I recently made the acquaintance of Chester’s Pepper Street car park, and if you’re a local, you’ll know what a joy that was.
Apparently dating from the early 1960s and abutting Chester’s city walls, the Chester Live website was moved to describe Pepper Street thus: “Cramped, damp, dirty. Ugly, ill-planned, unfitting. Concrete, but not even brutalist – just oblique misery in exposed aggregate.”
I’m not sure what ‘oblique misery in exposed aggregate’ actually means, but it’s expressive of the lowering of spirit I experienced when I threaded my wife’s decade old Skoda Octavia TDI Estate into Pepper Street. With low ceilings featuring giant concrete cross members and slit like apertures to let day light dribble in, the place was oppressive.
The Octavia is an old school upper medium model, so reasonably big, but not huge, yet it felt on the large side for Pepper Street, with its sharp turns and narrow parking spaces barely big enough to accommodate the hulking sports utility vehicles that many families favour these days.
“Breathe in,” I muttered to my beloved as we squeezed past other vehicles and continued our search for a vacant bay. Eventually we found one, and very slowly reversed into it, the clearance between our doors and the neighbouring cars was so insignificant that the manoeuvre put me in mind of toothpaste being squeezed from a tube.
This made getting out of the car somewhat problematic. The doors couldn’t be fully opened, and had to be handled carefully to avoid the risk of banging them into an adjacent car’s flank. It turned out that we were skinny enough to limbo through what gap there was between doors and B-pillars, but extracting the dog from the back seat required contortions that my ageing lower back objected to, which caused my long suffering better half to endure the pain of me moaning about it.
The brutal truth is that building new car parks isn’t an option for many towns and cities like Chester, and the cars we drive now are too big for the ones we’ve got. In particular, cars have become a lot wider, and the bulking up trend seems to be infecting many electric vehicles in particular, but we’ll come back to that. Vehicle makers seem to find adding the odd inch or two to long running products almost irresistible, until they are entirely altered. Take the Volkswagen Polo. This started life in the long ago 1970s, and was actually conceived as an Audi (a few escaped wearing Audi 50 badges). It was about 11 ft long and five foot wide. The current one about two foot longer and seven inches broader of beam, also means the car is larger than the original Golf.
Today’s MINI, in whatever guise, is anything but. I followed an Issigonis original not long ago, and thought how small and vulnerable it looked. This masterclass in packaging was a smidgen over 10ft long, and just 4ft 7 inches broad. Pepper Street car park could easily accommodate one. The girthsome 2022 Cooper would find it more of a squeeze, being 13 inches broader and 12ft 6 inches long.
The ‘size matters’ mantra appears to being applied to electric cars that have the advantage of being clean sheet designs, for which there are some interesting packaging opportunities. Take the interesting looking Hyundai Ioniq 5, a five-door family hatchback that’s 15ft long and 6.2ft wide. Its Kia EV6 cousin is an inch narrower, but fractionally longer. They’re both unashamedly big cars, but I wonder whether their replacements will be bigger still.
I know vehicle design is as much the product of legislation, marketing requirements and customer tastes as engineering, and generally speaking, people are bigger now than they were when Pepper Street car park was the future rather than an ‘oblique misery in exposed aggregate,’ but modern cars need to go on a diet and many of them would benefit from being smaller. This would make our miserably crowded roads just that little bit more bearable, and if people learned how to park properly, would create a bit more space for them to do so, even in the Pepper Street car park.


Task to carry out ->
Every record that follows should be written out word for word; the pictures stay out.

Supplied data ->
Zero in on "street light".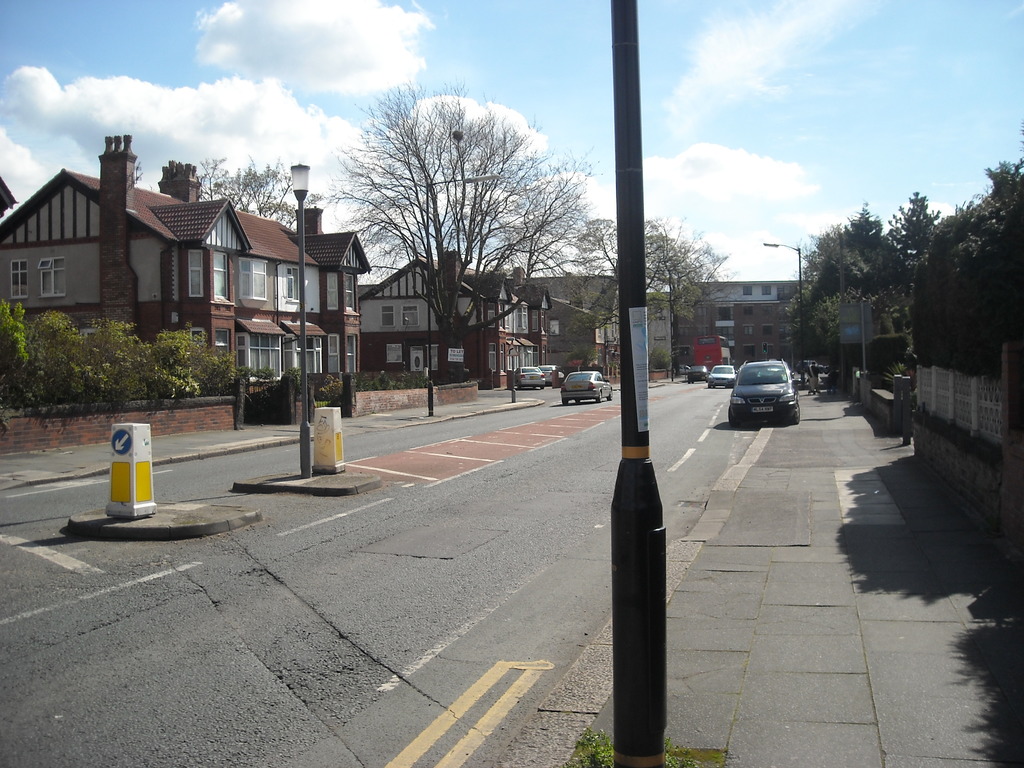
Zeroed in: <bbox>763, 242, 808, 392</bbox>.
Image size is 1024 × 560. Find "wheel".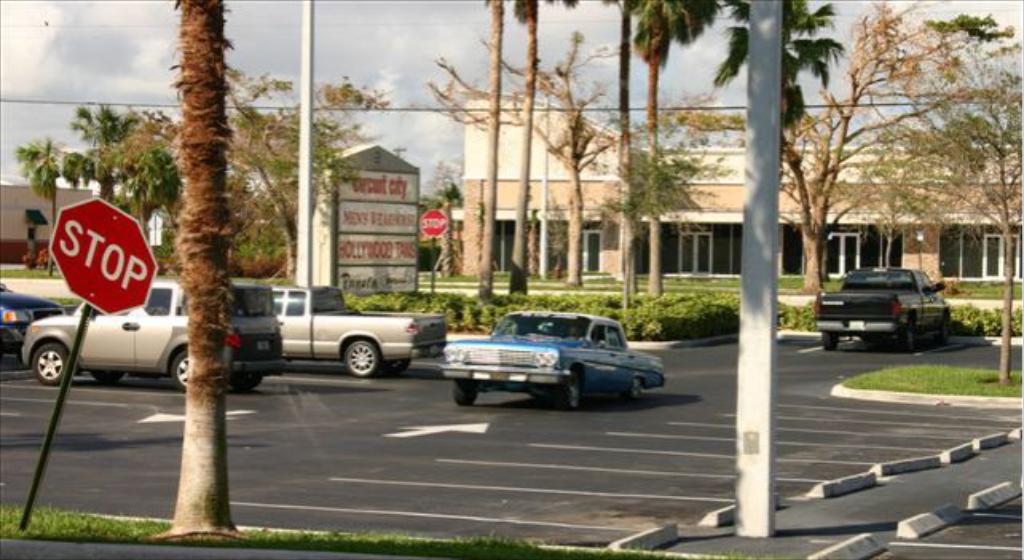
box(236, 378, 266, 389).
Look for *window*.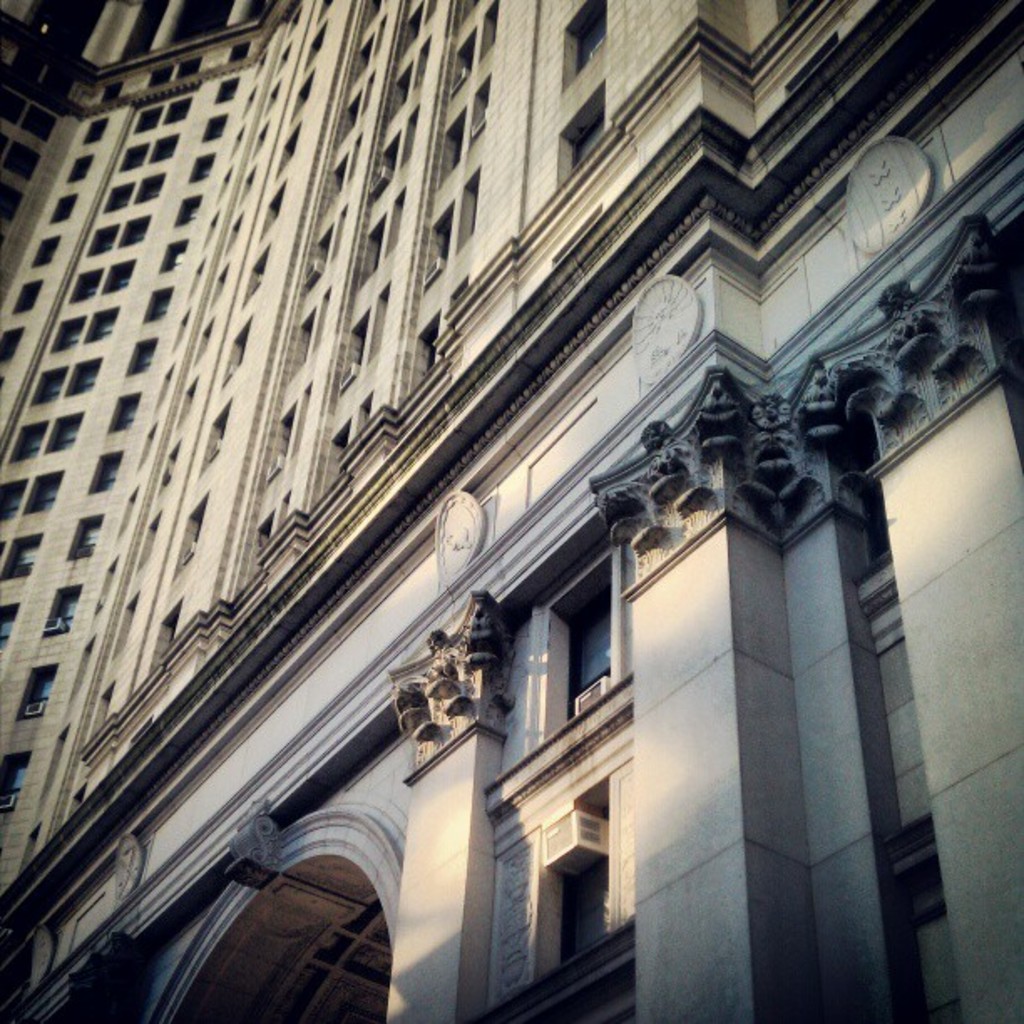
Found: (left=84, top=119, right=105, bottom=144).
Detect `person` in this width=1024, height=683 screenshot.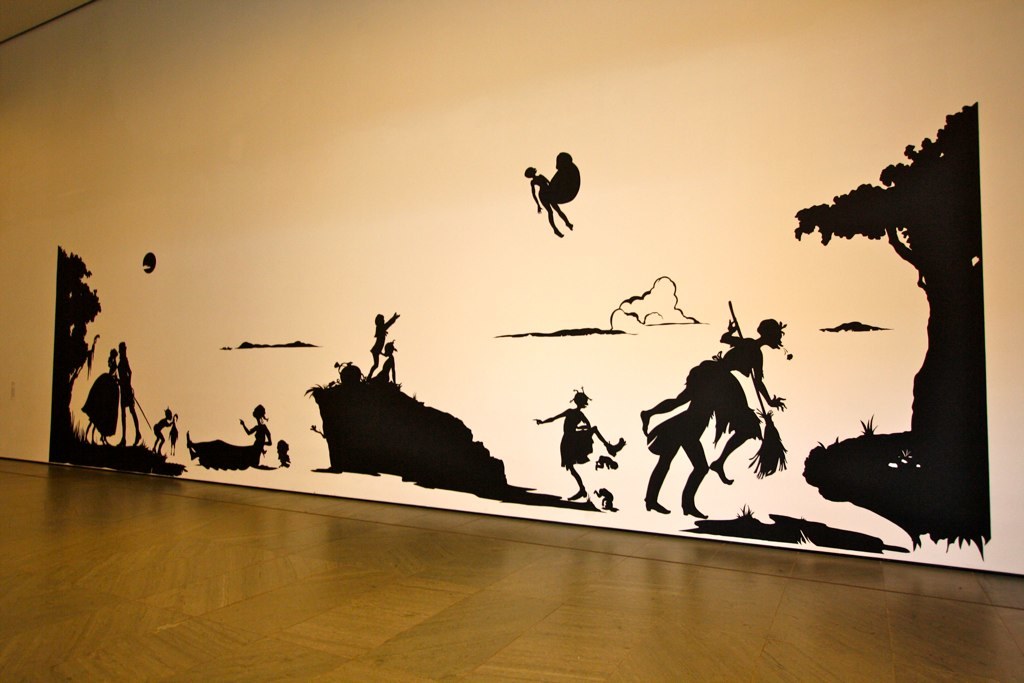
Detection: box(644, 357, 728, 519).
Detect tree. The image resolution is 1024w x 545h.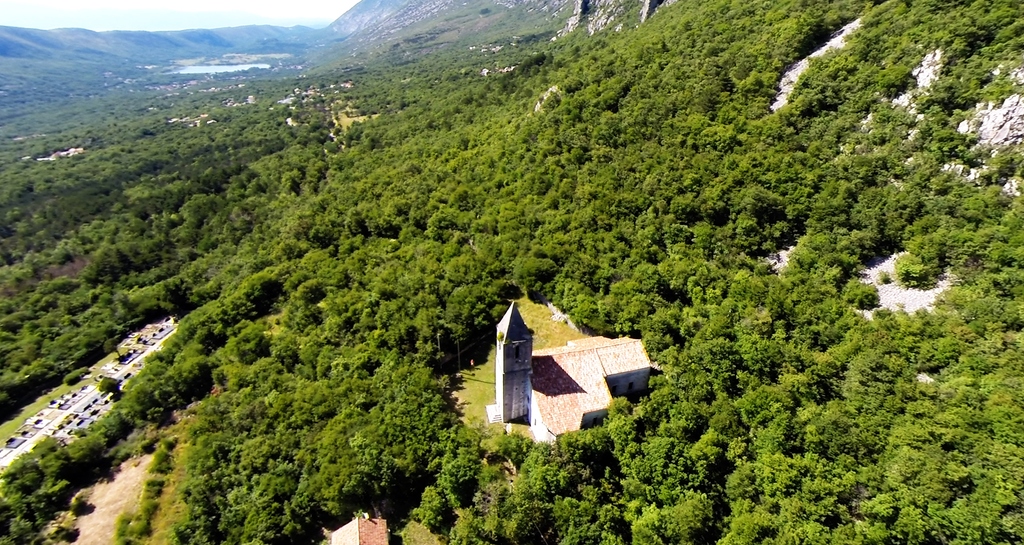
(0, 446, 42, 532).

Exercise solution ->
Zero in on "street light".
Zeroed in: <bbox>763, 242, 808, 392</bbox>.
Image size is 1024 × 560. Find "wheel".
box(236, 378, 266, 389).
Look for *window*.
Found: (left=84, top=119, right=105, bottom=144).
Detect `person` in this width=1024, height=683 screenshot.
Detection: box(644, 357, 728, 519).
Detect tree. The image resolution is 1024w x 545h.
(0, 446, 42, 532).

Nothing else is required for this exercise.